Solving pond plant problems with newly established ponds
Depending when and where you have created your water garden it may seem that many plants take a long time to get established. If you have been able to fulfil all the correct criteria in regard to sitting, establishment and stocking levels (see: Avoiding Problems from the Start, Establishing Your Pond, Stocking Levels) it may be simply be due to the weather.
Water plants, in common with all other plants, need prescribed levels of light, water, nutrition and temperature in order to thrive.
1) In the UK, Marginals and lilies need as much sunlight as possible in order to flower and oxygenators need it to photosynthesise and produce oxygen. Any sort of shade upsets this to a very large degree. Hot sunny countries can be partially shaded, especially in the midday sun. However the pond can be too exposed especially to cold winds from the north and east.
This pond took ages to get established, hindered by cold winds from the east. The fact that grass carp were introduced at a very early stage did not help either. Eventually the carp had to go.
2) A prescribed depth of water in which to grow is naturally essential for happy marginal plants and lilies, although some marginals are extremely adaptable to dry conditions and some lilies are encouraged to flower extremely profusely in half their normal planting depth. It is change, particularly persistent change in water level, which will not be tolerated. So beware if you waterfall or stream, when it is turned off or on, radically upsets the water level.
Too much turmoil especially for lilies is also an upset. Ensure that your submersible pump turns over less than the total volume of the pool every hour. Turning over the total volume every two hours is the level to aim for.
Lilies cannot tolerate the constant spray from fountains. This newly planted specimen in a show garden will soon succumb to foliage problems. A lilys leaves are its snorkel to the outside world.
3) Change in temperature also upsets water plants. Although the biological clock in most marginal plants makes them 'early risers' in the spring and they seem to plod on in the most miserable conditions, a sudden change in temperature from mild southerlies too a cool north wind can soon blacken them off. Just minor changes in temperature can produce a check in growth, which is when the grey mould of mildew can arise opportunistically on Marsh marigolds and Forget-me-nots.
Marsh marigolds, the tips of Irises and bog Arums easily fall prey to frosts. Although well-established plants recover when they 'come again', freshly established plants standing alone and vulnerable without the resources and protection afforded by a group planting, easily fall prey to extremes of weather or temperature. Combine this with the fact that many marginal plants that are sold for retail in garden centres are 'brought on' in greenhouses and poly-tunnels to take advantage of the early season sales, it is then no surprise that newly planted water gardens just get mown flat by the late spring frosts. The lesson learnt here would be to buy when conditions are suitable for the plant to be outside, or to harden off newly purchased plants when you get them home by giving them frost protection during the night for the first three or four days.
4) Any fertiliser that is available to a newly planted water plant will only be used if the above conditions are right. Slow-release fertiliser in the planting basket just becomes a pollutant.
When newly planting or replanting a pond only use fertilizer specifically for aquatic plants and only use it in beginning or at the height of the growing season.
On the other hand, even if the above conditions are right, growth cannot be expected unless there is some nutrition available. There should not be a lot in the fresh water, and naturally occurring nitrates will only be available to plants once there is a fully established cycle of life in the pond. The bucket of water from an established healthy pond trick, 'Pond Starter' chemicals and the introduction of fish, all help to get things going.
5) Big, bored fish, especially carp - if they are introduced into the pool too early, can be a menace grubbing around in lily baskets until the tubers float to the surface.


■ WHAT NEEDS TO BE DONE
Once you have read the listing, print all of it word for word.

■ SUPPLIED RECORDS
━━━━━━━━

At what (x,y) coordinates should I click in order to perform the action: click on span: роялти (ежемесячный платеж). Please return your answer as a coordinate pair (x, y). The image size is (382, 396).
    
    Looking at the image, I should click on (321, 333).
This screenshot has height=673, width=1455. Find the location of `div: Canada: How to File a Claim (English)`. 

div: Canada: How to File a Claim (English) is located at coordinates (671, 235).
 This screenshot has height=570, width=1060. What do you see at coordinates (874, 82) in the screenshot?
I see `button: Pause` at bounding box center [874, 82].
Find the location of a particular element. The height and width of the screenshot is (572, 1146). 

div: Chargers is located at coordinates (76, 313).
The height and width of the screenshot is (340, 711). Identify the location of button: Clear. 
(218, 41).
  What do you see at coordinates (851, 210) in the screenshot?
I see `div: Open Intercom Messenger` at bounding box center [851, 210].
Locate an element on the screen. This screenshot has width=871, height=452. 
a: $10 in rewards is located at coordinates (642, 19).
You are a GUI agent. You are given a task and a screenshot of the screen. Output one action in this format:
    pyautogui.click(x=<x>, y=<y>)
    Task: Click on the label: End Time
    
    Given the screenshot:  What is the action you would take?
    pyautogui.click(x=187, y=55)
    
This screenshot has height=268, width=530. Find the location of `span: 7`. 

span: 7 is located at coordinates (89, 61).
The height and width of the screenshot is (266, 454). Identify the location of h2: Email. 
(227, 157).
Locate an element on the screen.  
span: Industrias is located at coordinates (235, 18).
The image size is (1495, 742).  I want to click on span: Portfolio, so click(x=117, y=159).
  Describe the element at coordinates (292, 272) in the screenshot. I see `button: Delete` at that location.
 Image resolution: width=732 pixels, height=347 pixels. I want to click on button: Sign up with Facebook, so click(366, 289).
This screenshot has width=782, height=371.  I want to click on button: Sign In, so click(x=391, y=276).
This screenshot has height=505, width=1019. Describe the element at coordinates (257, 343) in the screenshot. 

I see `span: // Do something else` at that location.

━━━━━━━━

■ RESPONSE TO THE TASK
At what (x,y) coordinates should I click in order to perform the action: click on span: роялти (ежемесячный платеж). Please return your answer as a coordinate pair (x, y). The image size is (382, 396).
    
    Looking at the image, I should click on (321, 333).
This screenshot has height=673, width=1455. Find the location of `div: Canada: How to File a Claim (English)`. 

div: Canada: How to File a Claim (English) is located at coordinates (671, 235).
 This screenshot has height=570, width=1060. What do you see at coordinates (874, 82) in the screenshot?
I see `button: Pause` at bounding box center [874, 82].
Find the location of a particular element. The height and width of the screenshot is (572, 1146). 

div: Chargers is located at coordinates (76, 313).
The height and width of the screenshot is (340, 711). Identify the location of button: Clear. 
(218, 41).
  What do you see at coordinates (851, 210) in the screenshot?
I see `div: Open Intercom Messenger` at bounding box center [851, 210].
Locate an element on the screen. This screenshot has width=871, height=452. 
a: $10 in rewards is located at coordinates (642, 19).
You are a GUI agent. You are given a task and a screenshot of the screen. Output one action in this format:
    pyautogui.click(x=<x>, y=<y>)
    Task: Click on the label: End Time
    
    Given the screenshot:  What is the action you would take?
    pyautogui.click(x=187, y=55)
    
This screenshot has height=268, width=530. Find the location of `span: 7`. 

span: 7 is located at coordinates (89, 61).
The height and width of the screenshot is (266, 454). Identify the location of h2: Email. 
(227, 157).
Locate an element on the screen.  
span: Industrias is located at coordinates (235, 18).
The image size is (1495, 742).  I want to click on span: Portfolio, so click(x=117, y=159).
  Describe the element at coordinates (292, 272) in the screenshot. I see `button: Delete` at that location.
 Image resolution: width=732 pixels, height=347 pixels. I want to click on button: Sign up with Facebook, so click(366, 289).
This screenshot has width=782, height=371.  I want to click on button: Sign In, so click(x=391, y=276).
This screenshot has height=505, width=1019. Describe the element at coordinates (257, 343) in the screenshot. 

I see `span: // Do something else` at that location.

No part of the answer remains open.